Amid peak harvest season in California, a wave of immigration enforcement is leaving fields bare and crops rotting. In the fertile farmlands of Ventura County and beyond, early July ICE raids have sent shockwaves through the agricultural workforce—many of whom are undocumented but vital to the food supply chain.
Lisa Tate, a sixth-generation farmer, paints a stark picture: “In the fields, I would say 70% of the workers are gone. If 70% of your workforce doesn’t show up, 70% of your crop doesn’t get picked—and it can go bad in one day.”
Why it matters:
California produces more than a third of the nation’s vegetables and over 75% of its fruits and nuts. In 2023 alone, the state generated nearly $60 billion in agricultural sales. But ICE raids—part of President Trump’s crackdown on undocumented immigration—are hitting farm operations hard.
Supervisors across multiple farms report similar scenes:
A strawberry field that usually needs 300 workers had only 80.
Another farm had just 17 workers show up out of the usual 80.
Many workers are too afraid to return. One undocumented farmworker told reporters, “Basically, we wake up in the morning scared. We worry about the sun, the heat, and now a much bigger problem—many not returning home.”
Ripple effects for all:
According to Republican economist Douglas Holtz-Eakin, roughly 80% of U.S. farmworkers are foreign-born, and nearly half are undocumented. A rapid reduction in this labor pool could lead to higher prices at the grocery store and serious strain on farm-belt economies.

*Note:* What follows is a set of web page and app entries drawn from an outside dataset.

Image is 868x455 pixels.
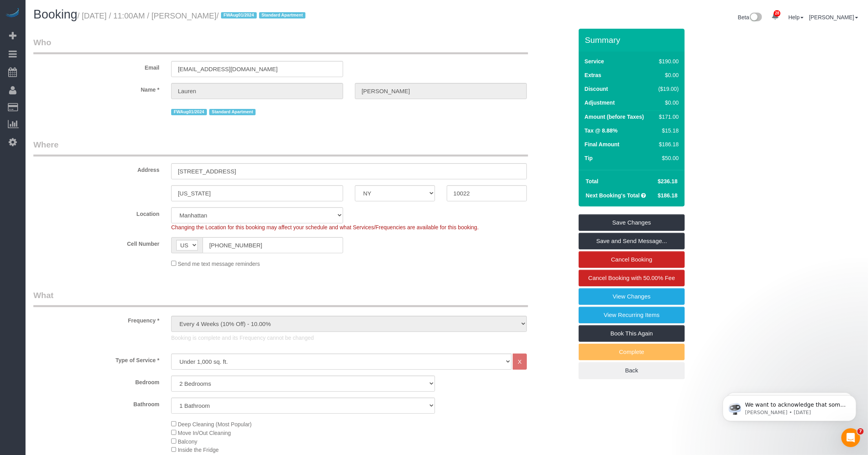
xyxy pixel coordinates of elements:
label: Name * [27,83,166,94]
p: Message from Ellie, sent 1d ago [34,30,136,37]
a: 28 [768,8,783,25]
label: Tip [585,154,593,162]
div: $171.00 [655,112,679,121]
input: First Name [172,83,343,99]
label: Service [585,58,604,65]
div: $15.18 [655,126,679,135]
a: [PERSON_NAME] [809,14,859,21]
span: 28 [774,10,781,16]
span: $186.18 [658,192,678,198]
legend: What [33,289,528,306]
span: 7 [858,428,864,434]
a: View Recurring Items [579,306,684,323]
input: Email [172,61,343,77]
label: Email [27,61,166,71]
iframe: Intercom live chat [841,428,860,446]
label: Final Amount [585,140,619,149]
span: Booking [33,8,77,21]
a: Cancel Booking [579,251,684,268]
div: $0.00 [655,71,679,79]
span: Cancel Booking with 50.00% Fee [588,275,675,281]
a: Save Changes [579,214,684,231]
span: Balcony [178,438,197,445]
strong: Next Booking's Total [586,192,640,198]
input: Last Name [355,83,527,99]
div: $190.00 [655,58,679,65]
label: Discount [585,85,608,93]
span: FWAug01/2024 [221,12,256,19]
div: $50.00 [655,154,679,162]
input: Cell Number [202,237,343,253]
label: Type of Service * [27,354,166,364]
span: Move In/Out Cleaning [178,429,231,436]
span: Send me text message reminders [178,260,260,267]
label: Amount (before Taxes) [585,112,644,121]
label: Bedroom [27,375,166,386]
img: Automaid Logo [4,8,21,19]
a: Cancel Booking with 50.00% Fee [579,270,684,286]
legend: Where [33,139,528,156]
span: We want to acknowledge that some users may be experiencing lag or slower performance in our softw... [34,23,135,130]
a: Book This Again [579,325,684,342]
span: Changing the Location for this booking may affect your schedule and what Services/Frequencies are... [172,224,479,230]
label: Address [27,163,166,173]
label: Location [27,207,166,218]
a: View Changes [579,288,684,305]
div: ($19.00) [655,85,679,93]
label: Frequency * [27,313,166,325]
a: Save and Send Message... [579,233,684,249]
span: Inside the Fridge [178,446,219,452]
span: Deep Cleaning (Most Popular) [178,421,251,428]
p: Booking is complete and its Frequency cannot be changed [172,334,527,342]
iframe: Intercom notifications message [711,379,868,434]
img: New interface [749,13,762,23]
label: Bathroom [27,397,166,408]
strong: Total [586,178,599,185]
span: Standard Apartment [209,109,256,115]
a: Back [579,362,684,379]
label: Extras [585,71,601,79]
span: Standard Apartment [259,12,306,19]
input: City [172,185,343,201]
span: FWAug01/2024 [172,109,207,115]
label: Adjustment [585,99,615,106]
input: Zip Code [447,185,527,201]
div: $0.00 [655,99,679,106]
div: $186.18 [655,140,679,149]
small: / [DATE] / 11:00AM / [PERSON_NAME] [77,11,308,20]
a: Help [788,14,804,21]
span: / [216,11,308,20]
legend: Who [33,37,528,54]
span: $236.18 [658,178,678,185]
h3: Summary [585,35,681,45]
label: Cell Number [27,237,166,247]
a: Beta [738,14,763,21]
label: Tax @ 8.88% [585,126,618,135]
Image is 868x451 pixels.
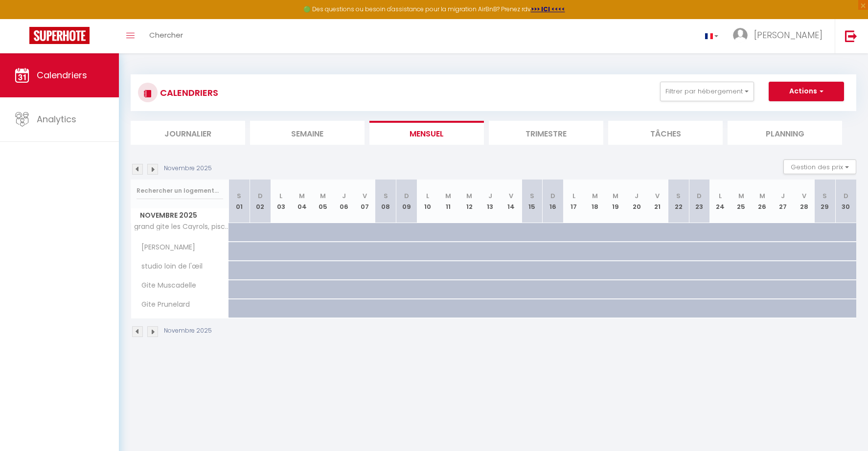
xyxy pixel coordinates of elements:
[142,19,191,53] a: Chercher
[438,180,459,223] th: 11
[613,191,619,201] abbr: M
[530,191,534,201] abbr: S
[668,180,689,223] th: 22
[397,180,418,223] th: 09
[522,180,543,223] th: 15
[354,180,376,223] th: 07
[845,30,858,42] img: logout
[573,191,576,201] abbr: L
[655,191,660,201] abbr: V
[676,191,681,201] abbr: S
[164,164,212,173] p: Novembre 2025
[270,180,292,223] th: 03
[445,191,451,201] abbr: M
[258,191,263,201] abbr: D
[719,191,722,201] abbr: L
[543,180,564,223] th: 16
[164,326,212,336] p: Novembre 2025
[131,208,228,222] span: Novembre 2025
[133,261,205,272] span: studio loin de l'œil
[726,19,835,53] a: ... [PERSON_NAME]
[608,121,723,145] li: Tâches
[551,191,555,201] abbr: D
[37,113,76,125] span: Analytics
[592,191,598,201] abbr: M
[133,242,198,253] span: [PERSON_NAME]
[697,191,702,201] abbr: D
[133,299,192,310] span: Gite Prunelard
[733,28,748,43] img: ...
[130,121,245,145] li: Journalier
[229,180,250,223] th: 01
[489,121,604,145] li: Trimestre
[531,5,565,13] a: >>> ICI <<<<
[313,180,334,223] th: 05
[342,191,346,201] abbr: J
[802,191,807,201] abbr: V
[584,180,605,223] th: 18
[376,180,397,223] th: 08
[739,191,744,201] abbr: M
[133,280,199,291] span: Gite Muscadelle
[752,180,773,223] th: 26
[754,29,823,41] span: [PERSON_NAME]
[417,180,438,223] th: 10
[384,191,388,201] abbr: S
[660,82,754,101] button: Filtrer par hébergement
[133,223,231,231] span: grand gite les Cayrols, piscine
[280,191,283,201] abbr: L
[250,121,365,145] li: Semaine
[564,180,585,223] th: 17
[815,180,836,223] th: 29
[459,180,480,223] th: 12
[635,191,639,201] abbr: J
[362,191,367,201] abbr: V
[605,180,626,223] th: 19
[466,191,472,201] abbr: M
[781,191,785,201] abbr: J
[773,180,794,223] th: 27
[728,121,842,145] li: Planning
[249,180,270,223] th: 02
[489,191,492,201] abbr: J
[689,180,710,223] th: 23
[405,191,409,201] abbr: D
[299,191,305,201] abbr: M
[157,82,218,104] h3: CALENDRIERS
[836,180,857,223] th: 30
[509,191,513,201] abbr: V
[844,191,849,201] abbr: D
[501,180,522,223] th: 14
[136,182,223,199] input: Rechercher un logement...
[29,27,90,44] img: Super Booking
[731,180,752,223] th: 25
[710,180,731,223] th: 24
[237,191,241,201] abbr: S
[480,180,501,223] th: 13
[37,69,87,81] span: Calendriers
[320,191,326,201] abbr: M
[626,180,647,223] th: 20
[426,191,429,201] abbr: L
[292,180,313,223] th: 04
[769,82,845,101] button: Actions
[760,191,765,201] abbr: M
[370,121,484,145] li: Mensuel
[823,191,827,201] abbr: S
[149,30,183,40] span: Chercher
[784,159,857,174] button: Gestion des prix
[647,180,668,223] th: 21
[794,180,815,223] th: 28
[333,180,354,223] th: 06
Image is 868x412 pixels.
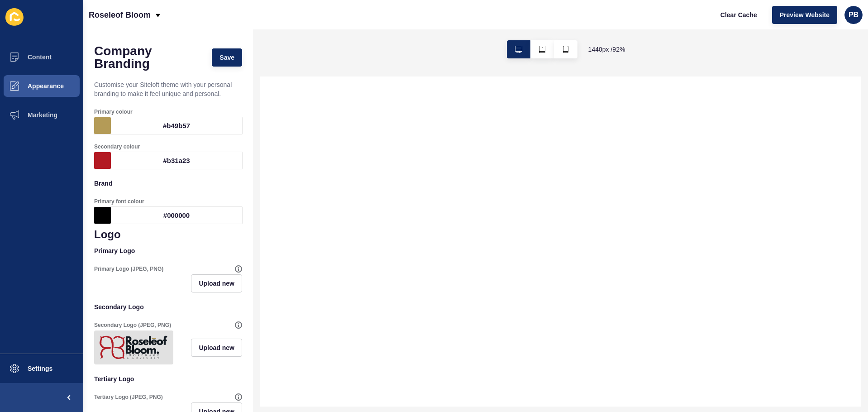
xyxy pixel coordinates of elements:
span: Upload new [198,279,234,288]
label: Primary font colour [94,197,144,206]
button: Upload new [191,339,242,357]
p: Roseleof Bloom [88,4,151,26]
p: Primary Logo [94,241,242,261]
p: Brand [94,173,242,193]
button: Preview Website [772,6,837,24]
span: 1440 px / 92 % [589,45,626,54]
button: Save [212,49,242,67]
label: Secondary Logo (JPEG, PNG) [94,322,171,329]
label: Primary Logo (JPEG, PNG) [94,265,163,272]
div: #b31a23 [111,152,242,169]
label: Tertiary Logo (JPEG, PNG) [94,393,163,401]
span: Preview Website [780,11,830,20]
h1: Logo [94,228,242,241]
button: Upload new [191,274,242,292]
span: PB [849,11,859,20]
h1: Company Branding [94,45,203,70]
label: Primary colour [94,108,132,115]
span: Upload new [198,343,234,352]
img: 13f6a70df851c83b5a7808cfb845b8eb.png [96,333,171,362]
button: Clear Cache [713,6,765,24]
p: Tertiary Logo [94,369,242,389]
label: Secondary colour [94,143,140,151]
div: #b49b57 [111,117,242,134]
p: Secondary Logo [94,297,242,317]
span: Save [220,53,234,62]
p: Customise your Siteloft theme with your personal branding to make it feel unique and personal. [94,75,242,104]
div: #000000 [111,207,242,224]
span: Clear Cache [721,11,757,20]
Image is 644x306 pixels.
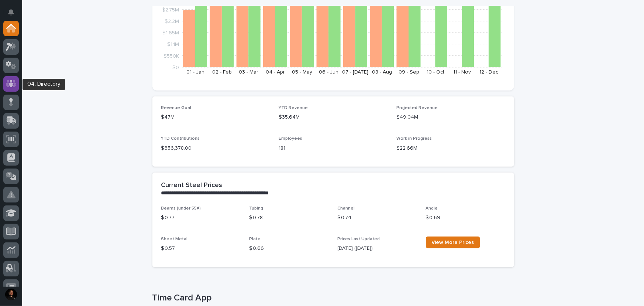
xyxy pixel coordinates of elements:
text: 11 - Nov [453,70,471,75]
button: users-avatar [4,287,19,302]
span: Plate [250,237,261,241]
text: 02 - Feb [212,70,232,75]
button: Notifications [4,4,19,20]
p: $ 0.69 [426,214,505,222]
text: 03 - Mar [239,70,258,75]
a: View More Prices [426,236,480,248]
span: YTD Revenue [279,106,308,110]
p: 181 [279,144,387,152]
text: 08 - Aug [372,70,392,75]
text: 07 - [DATE] [342,70,368,75]
tspan: $1.65M [162,31,179,35]
text: 06 - Jun [319,70,338,75]
p: $ 0.57 [161,245,240,252]
p: $ 356,378.00 [161,144,270,152]
tspan: $2.2M [165,19,179,24]
span: Beams (under 55#) [161,206,201,211]
div: Notifications [9,9,19,21]
p: $ 0.78 [250,214,329,222]
span: Tubing [250,206,264,211]
span: Work in Progress [396,136,432,141]
p: [DATE] ([DATE]) [338,245,417,252]
text: 05 - May [292,70,312,75]
p: $22.66M [396,144,505,152]
p: Time Card App [152,293,511,303]
p: $35.64M [279,114,387,121]
text: 09 - Sep [399,70,419,75]
span: Angle [426,206,438,211]
text: 10 - Oct [427,70,445,75]
p: $47M [161,114,270,121]
text: 04 - Apr [266,70,285,75]
tspan: $2.75M [162,7,179,13]
span: Channel [338,206,355,211]
p: $ 0.74 [338,214,417,222]
span: Prices Last Updated [338,237,380,241]
p: $49.04M [396,114,505,121]
text: 01 - Jan [186,70,204,75]
h2: Current Steel Prices [161,182,223,190]
span: Revenue Goal [161,106,191,110]
text: 12 - Dec [479,70,499,75]
span: Employees [279,136,302,141]
tspan: $0 [172,65,179,70]
tspan: $1.1M [167,42,179,48]
span: Projected Revenue [396,106,438,110]
span: View More Prices [432,240,474,245]
tspan: $550K [164,53,179,59]
p: $ 0.77 [161,214,240,222]
span: YTD Contributions [161,136,200,141]
span: Sheet Metal [161,237,188,241]
p: $ 0.66 [250,245,329,252]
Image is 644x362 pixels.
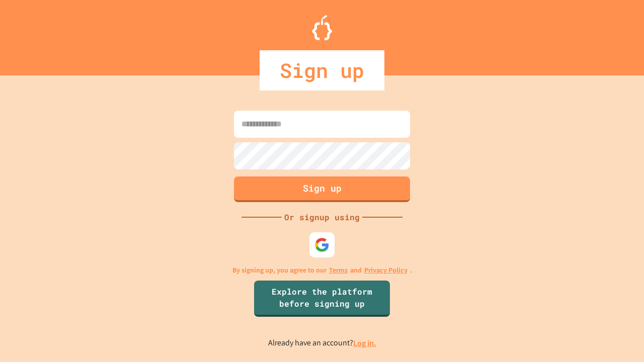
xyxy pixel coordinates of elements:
[232,265,412,276] p: By signing up, you agree to our and .
[268,337,377,349] p: Already have an account?
[260,50,384,91] div: Sign up
[312,15,333,40] img: Logo.svg
[353,338,377,348] a: Log in.
[315,237,330,253] img: google-icon.svg
[234,176,410,202] button: Sign up
[364,265,407,276] a: Privacy Policy
[282,211,362,223] div: Or signup using
[329,265,348,276] a: Terms
[255,281,390,317] a: Explore the platform before signing up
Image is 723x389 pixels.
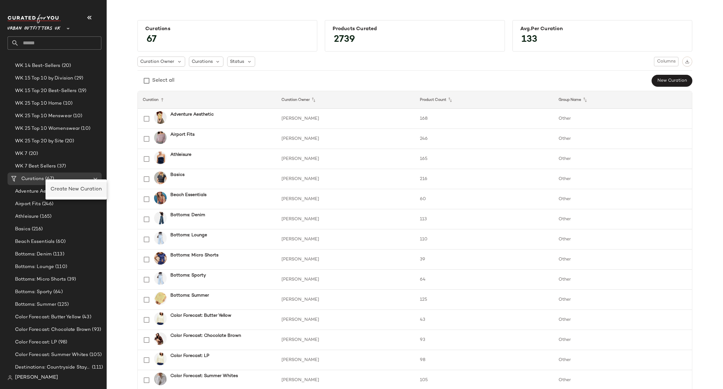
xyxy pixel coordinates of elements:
[77,87,87,94] span: (19)
[15,225,30,233] span: Basics
[170,272,206,278] b: Bottoms: Sporty
[62,100,73,107] span: (10)
[154,212,167,224] img: 0122593371575_040_a2
[554,249,693,269] td: Other
[15,213,39,220] span: Athleisure
[15,200,41,208] span: Airport Fits
[154,312,167,325] img: 0114946350083_270_a2
[685,59,690,64] img: svg%3e
[230,58,244,65] span: Status
[15,100,62,107] span: WK 25 Top 10 Home
[15,313,81,321] span: Color Forecast: Butter Yellow
[154,171,167,184] img: 0112920170007_001_b
[328,28,361,51] span: 2739
[554,289,693,310] td: Other
[80,125,90,132] span: (10)
[277,330,415,350] td: [PERSON_NAME]
[15,326,91,333] span: Color Forecast: Chocolate Brown
[554,169,693,189] td: Other
[277,189,415,209] td: [PERSON_NAME]
[415,350,554,370] td: 98
[415,249,554,269] td: 39
[154,252,167,264] img: 0125582180098_041_a2
[154,111,167,124] img: 0148345530020_072_b
[15,263,54,270] span: Bottoms: Lounge
[277,129,415,149] td: [PERSON_NAME]
[415,189,554,209] td: 60
[140,58,174,65] span: Curation Owner
[170,111,214,118] b: Adventure Aesthetic
[554,310,693,330] td: Other
[15,364,91,371] span: Destinations: Countryside Staycation
[66,276,76,283] span: (39)
[154,151,167,164] img: 0148347820013_041_a2
[415,229,554,249] td: 110
[56,301,69,308] span: (125)
[154,332,167,345] img: 0112641640121_020_a2
[15,125,80,132] span: WK 25 Top 10 Womenswear
[15,351,88,358] span: Color Forecast: Summer Whites
[170,352,209,359] b: Color Forecast: LP
[52,251,64,258] span: (113)
[415,310,554,330] td: 43
[415,289,554,310] td: 125
[554,149,693,169] td: Other
[44,175,54,182] span: (67)
[8,375,13,380] img: svg%3e
[170,252,218,258] b: Bottoms: Micro Shorts
[15,301,56,308] span: Bottoms: Summer
[154,131,167,144] img: 0113265640368_055_a2
[277,289,415,310] td: [PERSON_NAME]
[15,62,61,69] span: WK 14 Best-Sellers
[55,238,66,245] span: (60)
[170,191,207,198] b: Beach Essentials
[415,209,554,229] td: 113
[154,191,167,204] img: 0152972620004_060_m
[54,263,67,270] span: (110)
[277,109,415,129] td: [PERSON_NAME]
[170,332,241,339] b: Color Forecast: Chocolate Brown
[15,150,28,157] span: WK 7
[91,364,103,371] span: (111)
[15,276,66,283] span: Bottoms: Micro Shorts
[277,209,415,229] td: [PERSON_NAME]
[56,163,66,170] span: (37)
[554,189,693,209] td: Other
[415,91,554,109] th: Product Count
[72,112,83,120] span: (10)
[15,251,52,258] span: Bottoms: Denim
[520,26,685,32] div: Avg.per Curation
[8,14,61,23] img: cfy_white_logo.C9jOOHJF.svg
[657,59,676,64] span: Columns
[15,137,64,145] span: WK 25 Top 20 by Site
[21,175,44,182] span: Curations
[51,186,102,192] span: Create New Curation
[415,269,554,289] td: 64
[277,350,415,370] td: [PERSON_NAME]
[170,171,185,178] b: Basics
[57,338,67,346] span: (98)
[654,57,679,66] button: Columns
[170,151,191,158] b: Athleisure
[333,26,497,32] div: Products Curated
[554,350,693,370] td: Other
[15,75,73,82] span: WK 15 Top 10 by Division
[30,225,43,233] span: (216)
[152,77,175,84] div: Select all
[154,272,167,284] img: 0123347820171_410_a2
[61,62,71,69] span: (20)
[170,212,205,218] b: Bottoms: Denim
[145,26,310,32] div: Curations
[15,163,56,170] span: WK 7 Best Sellers
[170,372,238,379] b: Color Forecast: Summer Whites
[91,326,101,333] span: (93)
[52,288,63,295] span: (64)
[277,249,415,269] td: [PERSON_NAME]
[15,112,72,120] span: WK 25 Top 10 Menswear
[73,75,83,82] span: (29)
[15,338,57,346] span: Color Forecast: LP
[15,238,55,245] span: Beach Essentials
[554,109,693,129] td: Other
[554,269,693,289] td: Other
[15,188,62,195] span: Adventure Aesthetic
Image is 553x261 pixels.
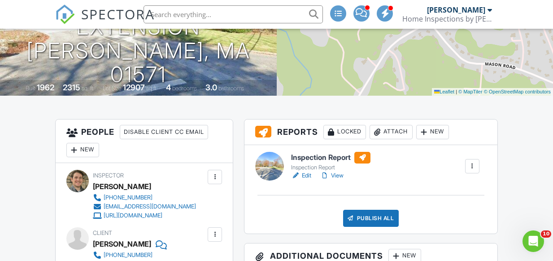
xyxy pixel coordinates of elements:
[245,119,497,145] h3: Reports
[523,230,544,252] iframe: Intercom live chat
[166,83,171,92] div: 4
[63,83,80,92] div: 2315
[104,212,162,219] div: [URL][DOMAIN_NAME]
[93,229,112,236] span: Client
[172,85,197,92] span: bedrooms
[123,83,145,92] div: 12907
[291,152,371,171] a: Inspection Report Inspection Report
[144,5,323,23] input: Search everything...
[146,85,158,92] span: sq.ft.
[459,89,483,94] a: © MapTiler
[103,85,122,92] span: Lot Size
[120,125,208,139] div: Disable Client CC Email
[427,5,486,14] div: [PERSON_NAME]
[104,194,153,201] div: [PHONE_NUMBER]
[93,172,124,179] span: Inspector
[66,143,99,157] div: New
[370,125,413,139] div: Attach
[320,171,344,180] a: View
[324,125,366,139] div: Locked
[93,211,196,220] a: [URL][DOMAIN_NAME]
[93,250,196,259] a: [PHONE_NUMBER]
[93,202,196,211] a: [EMAIL_ADDRESS][DOMAIN_NAME]
[403,14,492,23] div: Home Inspections by Bob Geddes
[37,83,54,92] div: 1962
[343,210,399,227] div: Publish All
[104,251,153,259] div: [PHONE_NUMBER]
[55,12,155,31] a: SPECTORA
[219,85,244,92] span: bathrooms
[416,125,449,139] div: New
[484,89,551,94] a: © OpenStreetMap contributors
[93,180,151,193] div: [PERSON_NAME]
[82,85,94,92] span: sq. ft.
[104,203,196,210] div: [EMAIL_ADDRESS][DOMAIN_NAME]
[56,119,233,163] h3: People
[55,4,75,24] img: The Best Home Inspection Software - Spectora
[434,89,455,94] a: Leaflet
[541,230,552,237] span: 10
[456,89,457,94] span: |
[93,193,196,202] a: [PHONE_NUMBER]
[26,85,35,92] span: Built
[291,164,371,171] div: Inspection Report
[206,83,217,92] div: 3.0
[291,171,311,180] a: Edit
[93,237,151,250] div: [PERSON_NAME]
[291,152,371,163] h6: Inspection Report
[81,4,155,23] span: SPECTORA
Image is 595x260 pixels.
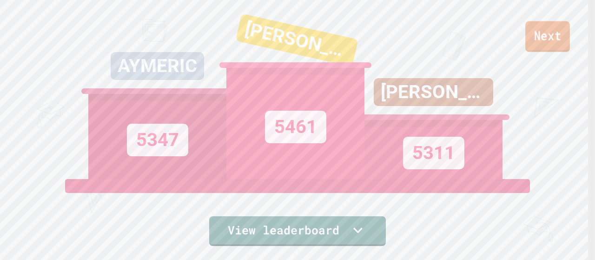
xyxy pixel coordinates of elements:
[127,124,188,156] div: 5347
[374,78,493,106] div: [PERSON_NAME]
[525,21,570,52] a: Next
[403,137,464,169] div: 5311
[209,216,386,246] a: View leaderboard
[111,52,204,80] div: AYMERIC
[265,111,326,143] div: 5461
[236,13,358,67] div: [PERSON_NAME]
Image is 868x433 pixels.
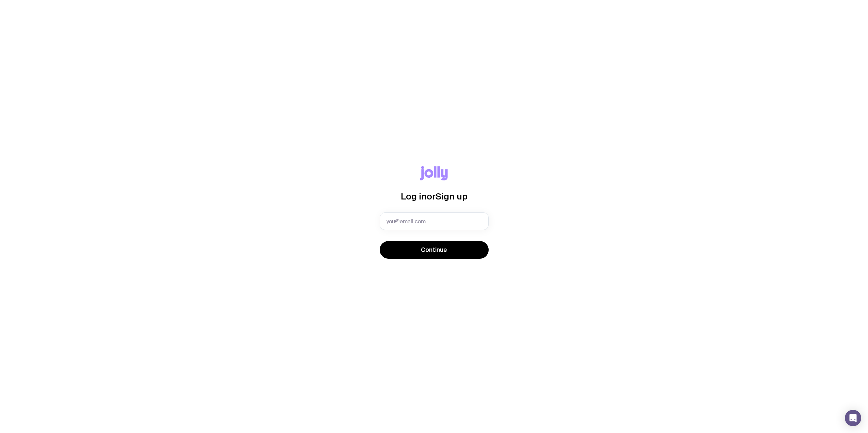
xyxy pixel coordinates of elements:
span: Sign up [436,191,468,201]
input: you@email.com [379,213,489,230]
span: or [427,191,436,201]
span: Continue [421,246,448,255]
span: Log in [401,191,427,201]
div: Open Intercom Messenger [846,411,861,426]
button: Continue [379,241,489,258]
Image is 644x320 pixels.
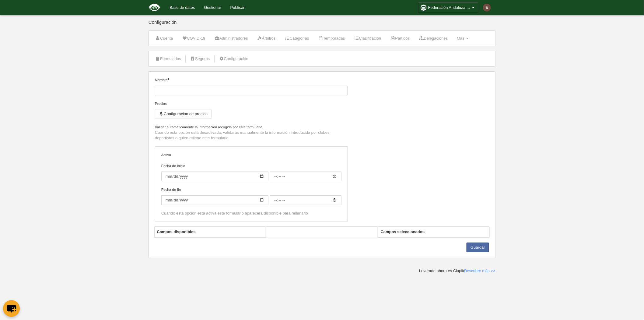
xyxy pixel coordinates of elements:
a: Más [453,34,472,43]
p: Cuando esta opción está desactivada, validarás manualmente la información introducida por clubes,... [155,130,348,141]
a: Partidos [387,34,413,43]
label: Activo [161,152,342,158]
a: Clasificación [350,34,384,43]
button: chat-button [3,300,20,317]
th: Campos disponibles [155,227,266,237]
div: Cuando esta opción está activa este formulario aparecerá disponible para rellenarlo [161,210,342,216]
div: Configuración [149,20,495,30]
a: Categorías [281,34,313,43]
a: Formularios [152,54,185,63]
input: Fecha de fin [161,195,268,205]
input: Nombre [155,86,348,95]
img: OaPSKd2Ae47e.30x30.jpg [421,5,427,11]
th: Campos seleccionados [378,227,490,237]
div: Precios [155,101,348,106]
i: Obligatorio [168,78,170,80]
label: Fecha de inicio [161,163,342,181]
img: Federación Andaluza de Fútbol Americano [149,4,160,11]
a: Descubre más >> [464,268,495,273]
button: Guardar [466,243,489,252]
input: Fecha de fin [270,195,342,205]
a: Temporadas [315,34,348,43]
div: Leverade ahora es Clupik [419,268,495,274]
a: Cuenta [152,34,176,43]
a: Configuración [216,54,252,63]
span: Federación Andaluza de Fútbol Americano [428,5,471,11]
input: Fecha de inicio [161,172,268,181]
span: Más [457,36,465,41]
img: c2l6ZT0zMHgzMCZmcz05JnRleHQ9UiZiZz02ZDRjNDE%3D.png [483,4,491,12]
a: Federación Andaluza de Fútbol Americano [418,2,479,13]
label: Fecha de fin [161,187,342,205]
a: Administradores [211,34,251,43]
a: COVID-19 [178,34,208,43]
label: Validar automáticamente la información recogida por este formulario [155,125,348,130]
label: Nombre [155,77,348,95]
a: Árbitros [254,34,279,43]
a: Seguros [187,54,213,63]
input: Fecha de inicio [270,172,342,181]
a: Delegaciones [416,34,451,43]
button: Configuración de precios [155,109,212,119]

Even documented workers are wary. “Nobody feels safe when they hear the word ICE,” said one California farm owner. “Even the documented people are nervous. If the crop is ripe and doesn’t get picked within days, it’s lost.”
Trump’s response?
Acknowledging the problem, Trump admitted on Truth Social that ICE is removing “very good, long-time workers.” He pledged to issue an order to help—but so far, no policy shift has followed.